(Task item)
Your answer should be the lines from the one containing "The image size is (672, 640)." through the final line below, copied exactly.

*** Begin section ***

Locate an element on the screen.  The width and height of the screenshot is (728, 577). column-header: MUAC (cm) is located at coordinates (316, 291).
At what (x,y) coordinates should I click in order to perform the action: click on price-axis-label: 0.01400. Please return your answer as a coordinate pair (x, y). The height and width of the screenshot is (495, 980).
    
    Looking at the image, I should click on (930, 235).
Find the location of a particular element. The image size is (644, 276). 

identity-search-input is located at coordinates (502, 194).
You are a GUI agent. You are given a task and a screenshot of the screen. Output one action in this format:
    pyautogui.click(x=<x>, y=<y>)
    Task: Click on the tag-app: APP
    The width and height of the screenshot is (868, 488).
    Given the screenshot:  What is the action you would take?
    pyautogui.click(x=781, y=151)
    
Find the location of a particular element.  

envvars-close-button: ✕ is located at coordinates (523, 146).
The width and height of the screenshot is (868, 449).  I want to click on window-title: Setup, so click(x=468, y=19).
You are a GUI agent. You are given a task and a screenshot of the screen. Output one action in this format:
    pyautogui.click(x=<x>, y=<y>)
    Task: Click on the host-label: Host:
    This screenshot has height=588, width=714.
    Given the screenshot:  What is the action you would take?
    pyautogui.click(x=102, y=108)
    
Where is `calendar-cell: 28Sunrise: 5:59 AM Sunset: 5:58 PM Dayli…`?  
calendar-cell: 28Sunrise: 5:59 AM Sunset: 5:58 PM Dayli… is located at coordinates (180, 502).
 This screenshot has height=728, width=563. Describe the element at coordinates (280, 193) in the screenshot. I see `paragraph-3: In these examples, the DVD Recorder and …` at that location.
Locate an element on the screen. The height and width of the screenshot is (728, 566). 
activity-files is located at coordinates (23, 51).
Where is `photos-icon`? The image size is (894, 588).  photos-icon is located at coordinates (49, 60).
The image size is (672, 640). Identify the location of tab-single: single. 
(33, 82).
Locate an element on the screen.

*** End section ***

(Response for this exercise)
The image size is (672, 640). Identify the location of tab-single: single. 
(33, 82).
Locate an element on the screen.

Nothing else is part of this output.